BY JOHNNY LIU
Staff Writer
We have all heard the countless stories of unarmed citizens being killed, schools and day-cares being bombed and mosques being targeted by drones. Drones are typically associated with death and destruction, but not anymore.
Recently Alec Momont of the Netherlands, a graduate from the Delft University of Technology, invented a drone to save lives instead of take them. His invention, which is still in the early stages of development, can bring medical supplies to people in dire and immediate need. Inspired by the cardiac arrest-induced death of a neighbor, he designed an unmanned aerial vehicle to bring defibrillators to heart attack victims.
By sending a drone instead of an ambulance, 911 dispatchers can save precious minutes and, as a result, lives as well. In California, the required response times of emergency medial service lies between 12 to 15 minutes. In cities like Detroit with high crime rates and underfunded emergency medical service teams, the response times can exceed 25 minutes.
Momont’s drone, which can fly at speeds of up to 62 miles per hour, greatly reduces the response times. Weighing just eight pounds and carrying a defibrillator that is capable of 50 shocks, the ambulance drone can be stationed on top of buildings or telephone poles. One thousand ambulance drones, capable of covering 12 square kilometers each, can cover the entire area of New York City.
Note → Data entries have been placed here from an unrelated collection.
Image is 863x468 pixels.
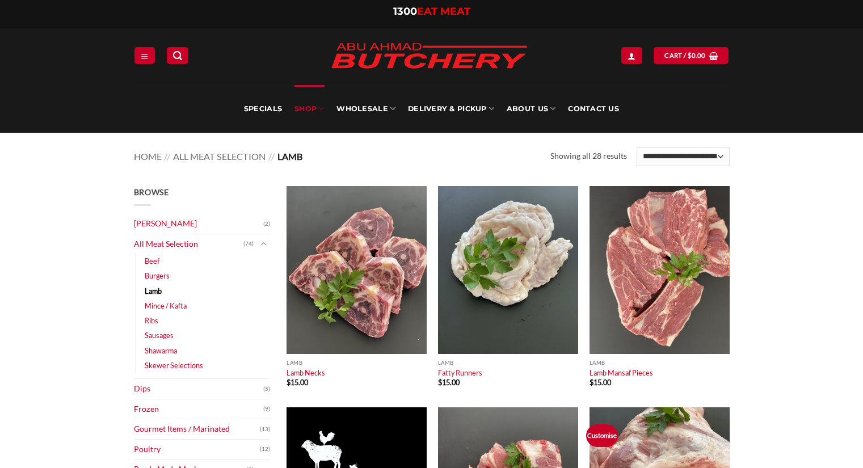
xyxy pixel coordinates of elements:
[145,328,174,343] a: Sausages
[269,151,275,162] span: //
[145,269,170,283] a: Burgers
[393,5,471,18] a: 1300EAT MEAT
[134,440,260,460] a: Poultry
[145,313,158,328] a: Ribs
[507,85,556,133] a: About Us
[260,441,270,458] span: (12)
[145,343,177,358] a: Shawarma
[278,151,303,162] span: Lamb
[145,358,203,373] a: Skewer Selections
[408,85,494,133] a: Delivery & Pickup
[622,47,642,64] a: Login
[134,187,169,197] span: Browse
[287,360,427,366] p: Lamb
[654,47,729,64] a: View cart
[145,284,162,299] a: Lamb
[438,378,442,387] span: $
[244,85,282,133] a: Specials
[688,51,692,61] span: $
[260,421,270,438] span: (13)
[134,420,260,439] a: Gourmet Items / Marinated
[134,400,263,420] a: Frozen
[417,5,471,18] span: EAT MEAT
[287,378,308,387] bdi: 15.00
[295,85,324,133] a: SHOP
[173,151,266,162] a: All Meat Selection
[134,379,263,399] a: Dips
[134,214,263,234] a: [PERSON_NAME]
[321,35,537,78] img: Abu Ahmad Butchery
[438,368,483,378] a: Fatty Runners
[145,254,160,269] a: Beef
[244,236,254,253] span: (74)
[287,368,325,378] a: Lamb Necks
[590,378,611,387] bdi: 15.00
[263,381,270,398] span: (5)
[337,85,396,133] a: Wholesale
[688,52,706,59] bdi: 0.00
[134,234,244,254] a: All Meat Selection
[438,360,578,366] p: Lamb
[590,360,730,366] p: Lamb
[438,186,578,354] img: Fatty Runners
[665,51,706,61] span: Cart /
[287,378,291,387] span: $
[257,238,270,250] button: Toggle
[287,186,427,354] img: Lamb Necks
[393,5,417,18] span: 1300
[135,47,155,64] a: Menu
[167,47,188,64] a: Search
[568,85,619,133] a: Contact Us
[551,150,627,163] p: Showing all 28 results
[134,151,162,162] a: Home
[164,151,170,162] span: //
[263,401,270,418] span: (9)
[590,186,730,354] img: Lamb-Mansaf-Pieces
[590,368,653,378] a: Lamb Mansaf Pieces
[590,378,594,387] span: $
[263,216,270,233] span: (2)
[637,147,729,166] select: Shop order
[438,378,460,387] bdi: 15.00
[145,299,187,313] a: Mince / Kafta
In many European countries commercial drone use is regulated and allowed, but in the United States, the Federal Aviation Administration has been hesitant in providing the much needed legal guidelines. One in every four deaths in America is due to cardiac arrest, totaling to about 600,000 deaths a year. With every day that goes by, more people are dying and more families are suffering, but with Momont’s drones countless lives will be saved.